Former PlayStation boss Shuhei Yoshida says Sony still hasn’t shown any proof that it has changed its first-party PC strategy this console generation. That matters because Sony’s biggest games cost more than ever, and Yoshida is openly questioning how the company plans to pay those bills if it keeps them off PC for too long.

Quick Facts

DeveloperSony Interactive Entertainment Worldwide Studios
PublisherSony
Platform(s)PC, PS5

Yoshida made the comments last month at Powerhouse Museum's ALT. Games Festival and in an interview with the Back Pocket podcast, as reported by Respawn First. Sony has not confirmed or denied the report that first-party games like Ghost of Yotei may skip PC, while online games like Marathon could remain exceptions. For players, this is about more than platform politics: it goes straight to whether Sony can keep funding huge first-party games without finding extra revenue streams.

About PlayStation's PC Strategy

PlayStation and Sony Interactive Entertainment Worldwide Studios sit at the center of this debate, with Sony serving as publisher on the PS5 and PC side.

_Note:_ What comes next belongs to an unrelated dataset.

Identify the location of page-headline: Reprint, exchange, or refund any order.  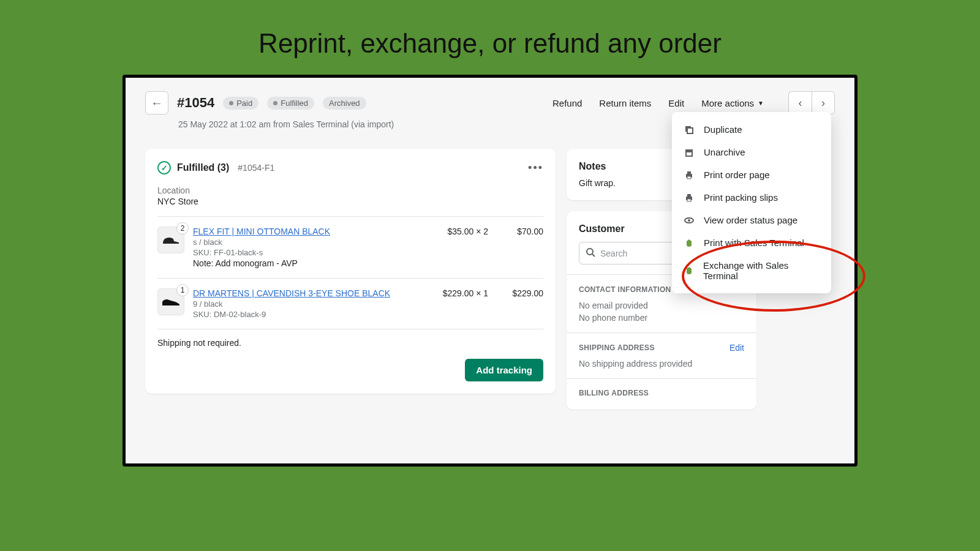
(490, 37).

Yoshida said that when he worked on the game development side, first-party PlayStation teams were not allowed to bring their triple A games to other platforms like PC. That old rule made sense when Sony could keep premium releases locked to its own hardware, but the economics look very different now.

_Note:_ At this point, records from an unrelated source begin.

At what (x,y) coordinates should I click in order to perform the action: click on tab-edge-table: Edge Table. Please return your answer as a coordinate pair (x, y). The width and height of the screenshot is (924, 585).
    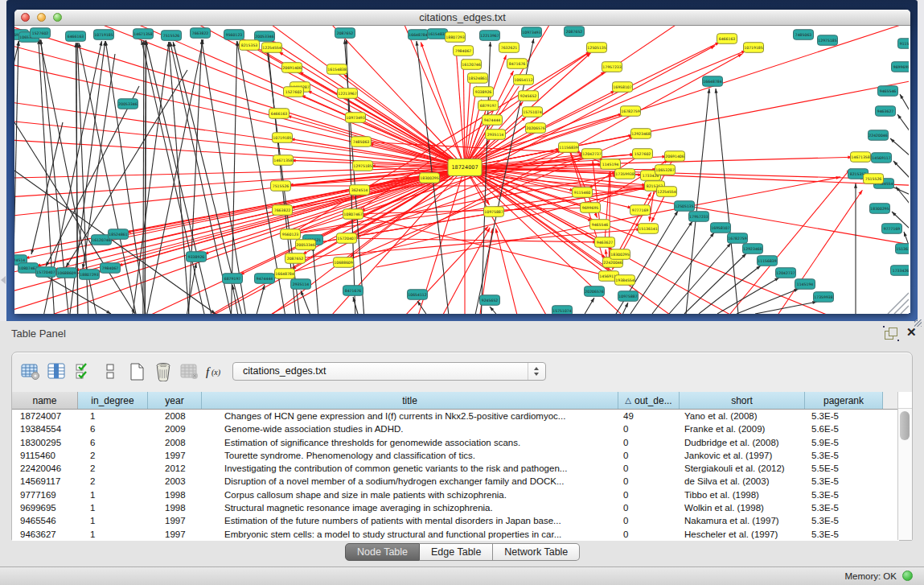
    Looking at the image, I should click on (457, 552). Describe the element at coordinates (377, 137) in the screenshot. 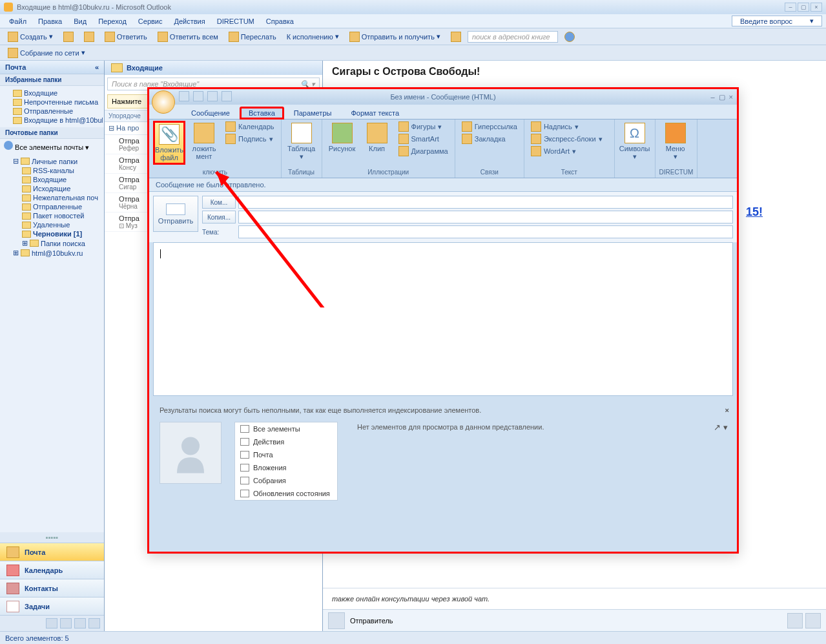

I see `clip-button: Клип` at that location.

Yoshida said the rise in development scale and costs made first-party PC releases feel more logical during the PS5 generation. In practical terms, that means Sony can sell the same game twice, first on PS5 and later on PC, instead of relying on one platform to carry the whole budget. If Sony keeps that staggered release plan, it gives each major launch a second sales wave instead of letting interest die after the console window closes.

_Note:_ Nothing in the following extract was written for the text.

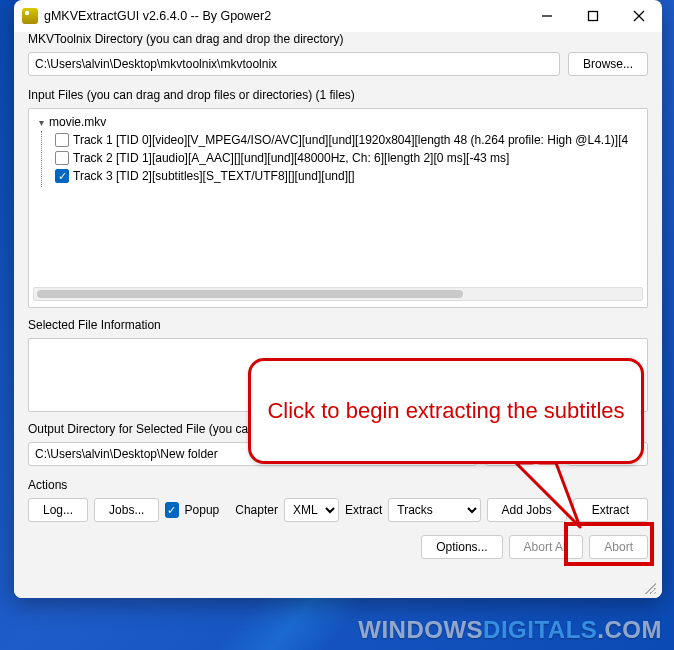  What do you see at coordinates (434, 510) in the screenshot?
I see `extract-mode-select: Tracks` at bounding box center [434, 510].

What Yoshida Thinks PC Releases Actually Do

Yoshida’s clearest point was about money coming back in after huge spending. He said, That is the heart of his argument, and it’s a pretty straightforward one: if a game costs a fortune to make, Sony needs more than one storefront to help cover the bill. Without that extra PC revenue, the company has to lean harder on the PS5 audience alone, which is a much riskier bet for anything built on a blockbuster budget.

He also said he sees That line matters because it suggests Sony may still be treating PC as a delayed second act rather than a core part of launch planning. If that strategy holds, players on PS5 get the first crack at Sony’s biggest releases, while PC players wait for the version that arrives later with more sales pressure behind it.

Yoshida added, In plain English, he’s asking a question Sony hasn’t answered publicly: how do you keep making giant first-party games if you cut off one of the most obvious ways to recover costs? That question gets sharper when you look at the scale of modern budgets and the long tail of sales that PC releases can bring.

The Games, The Budget, And The Risk

The source points to Marvel's Spider-Man 2 as a useful example, since leaks placed its budget at $300 million. That kind of number changes the conversation fast. A game that expensive needs a serious return, and a delayed PC release can help stretch its earning power beyond the PS5 launch window.

At the same time, the report says PlayStation has struggled with its PC releases, often because of bad ports. That creates an awkward tension for Sony: PC can help recoup investment, but a poor port can damage the game’s reputation and blunt the very revenue boost the company wants. Nobody wins if the extra platform becomes a technical headache instead of a profit engine.

What This Means for Players

This feels like a smart argument from Yoshida, even if Sony hasn’t committed to it publicly. Big-budget games need big-budget solutions, and PC releases after a couple of years give Sony another shot at selling the same work without asking PS5 owners to carry the whole burden alone. That doesn’t mean every first-party game should hit PC immediately, but it does explain why a total retreat from PC would look strange.

Still, the bad-port problem hangs over the whole strategy. If Sony wants PC to help fund future games, it has to treat the porting process as seriously as the original release. Otherwise the company risks turning a useful revenue stream into a brand problem, and that’s the kind of mistake publishers make only once before the spreadsheets start yelling.

Key Takeaways

  • Shuhei Yoshida said he has seen no proof that PlayStation has changed its strategy this console generation.
  • He said first-party PlayStation games were once not allowed on PC.
  • Yoshida argued that PC releases after a couple of years can help recoup big-budget investment.
  • The source says Sony has struggled with PC releases because of bad ports.
  • The report says Ghost of Yotei may skip PC, while Marathon could remain an exception.
  • Leaks placed Marvel's Spider-Man 2 at a $300 million budget.

For now, Sony hasn’t given the public a clear answer, and Yoshida’s comments only sharpen the question. If Ghost of Yotei doesn’t show up on PC by the end of 2027 and Sony still stays quiet, players will have a much better sense of whether this reported strategy shift is real or just another rumor floating around PlayStation’s orbit.